From my apartment window looking down to the sidewalk and street below, if I take time to notice, if I brave to linger, a curious scene comes to light.
My leaning, cantilevered bird's-eye view is a strange perspective, looking down on people, places and things. My second story window affords a human-eye view of the street, the life that passes by in single-frame, stutter-step motion. The noon day sun exposes a different impression of ordinary life.
From my perch, it's not only the odd shaped penguin-footed, hat-capped and coated bodies that exist, but the distinct silhouettes of all their shadows as well. The people are drawn, sketched out in grays and thread-woven textures while their accompanying shadows are in a flat, dark-charcoal to blue-black inky pattern that bleeds out from the bottoms of their feet.
These bodies can stand perfectly still for hours yet their shadows will ebb and stretch, genuflecting to the passing of the sun. All of this motion and pattern randomly scattered over a matrix of cement squares, defined by dry black cracks like grid lines. The pedestrian’s push-pin bodies and their liquid shadows plot an arbitrary and erratic course up and down this cement petri dish.
Hunched above, I venture my gaze over the paint chipped window frame. Up here, I’m immune from the sidewalk bacteria below; above, overhead, looking down and watching, like any self-absorbed mythical god, humanity becomes a curiosity; the going's on of the wanderer's and staggerer's through life, their stitched-on shadows shackled in tow. How queer, how surreal the apparent dance between flesh and shadow. They pass, stop, stoop, turn, pivot and hesitate, a comedic ballet all for the amusement of those looking down.
The heat waves off the cement, distorting the figures, blurring their motions as if in a water pond. The hats and kerchiefs mimic deformed lily's as the shadows lengthen like ripples from pebbles dropped in an algae pond. The glare shooting off chrome bumpers and slanted windshields sting my eyes and push me back into the darkened confines of my sterile apartment. Watching for today has ended, I’ll fix a can of tomato soup and toast for supper. Maybe tomorrow I’ll venture a brief walk in the hallway.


## WORK REQUIRED
Your copy of the listing must be exact and must hold no images.

## THE RECORDS

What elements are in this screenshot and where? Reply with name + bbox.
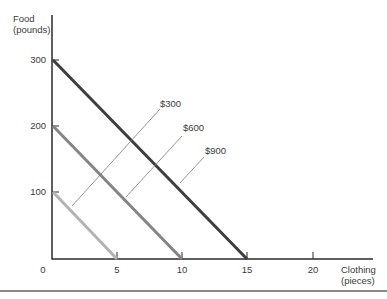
budget-label-300: $300: [160, 98, 181, 109]
y-axis-title-line1: Food: [13, 13, 35, 24]
budget-line-300: [53, 192, 117, 259]
x-tick-label-20: 20: [303, 264, 323, 275]
x-tick-label-15: 15: [237, 264, 257, 275]
y-tick-label-100: 100: [18, 186, 46, 197]
x-axis-title-line1: Clothing: [341, 264, 376, 275]
budget-label-900: $900: [205, 145, 226, 156]
bottom-divider: [0, 290, 387, 292]
x-tick-label-0: 0: [33, 264, 53, 275]
budget-line-900: [53, 60, 247, 259]
x-tick-label-10: 10: [172, 264, 192, 275]
budget-label-600: $600: [183, 122, 204, 133]
x-axis-title-line2: (pieces): [341, 275, 375, 286]
leader-line-900: [180, 157, 204, 183]
y-tick-label-300: 300: [18, 54, 46, 65]
budget-line-600: [53, 126, 182, 259]
y-tick-label-200: 200: [18, 120, 46, 131]
budget-lines-plot: [0, 0, 387, 299]
y-axis-title-line2: (pounds): [13, 24, 51, 35]
x-tick-label-5: 5: [107, 264, 127, 275]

## ANSWER TO THIS TASK
What elements are in this screenshot and where? Reply with name + bbox.
budget-label-300: $300: [160, 98, 181, 109]
y-axis-title-line1: Food: [13, 13, 35, 24]
budget-line-300: [53, 192, 117, 259]
x-tick-label-20: 20: [303, 264, 323, 275]
x-tick-label-15: 15: [237, 264, 257, 275]
y-tick-label-100: 100: [18, 186, 46, 197]
x-axis-title-line1: Clothing: [341, 264, 376, 275]
budget-label-900: $900: [205, 145, 226, 156]
bottom-divider: [0, 290, 387, 292]
x-tick-label-0: 0: [33, 264, 53, 275]
budget-line-900: [53, 60, 247, 259]
x-tick-label-10: 10: [172, 264, 192, 275]
budget-label-600: $600: [183, 122, 204, 133]
x-axis-title-line2: (pieces): [341, 275, 375, 286]
leader-line-900: [180, 157, 204, 183]
y-tick-label-300: 300: [18, 54, 46, 65]
budget-line-600: [53, 126, 182, 259]
y-tick-label-200: 200: [18, 120, 46, 131]
budget-lines-plot: [0, 0, 387, 299]
y-axis-title-line2: (pounds): [13, 24, 51, 35]
x-tick-label-5: 5: [107, 264, 127, 275]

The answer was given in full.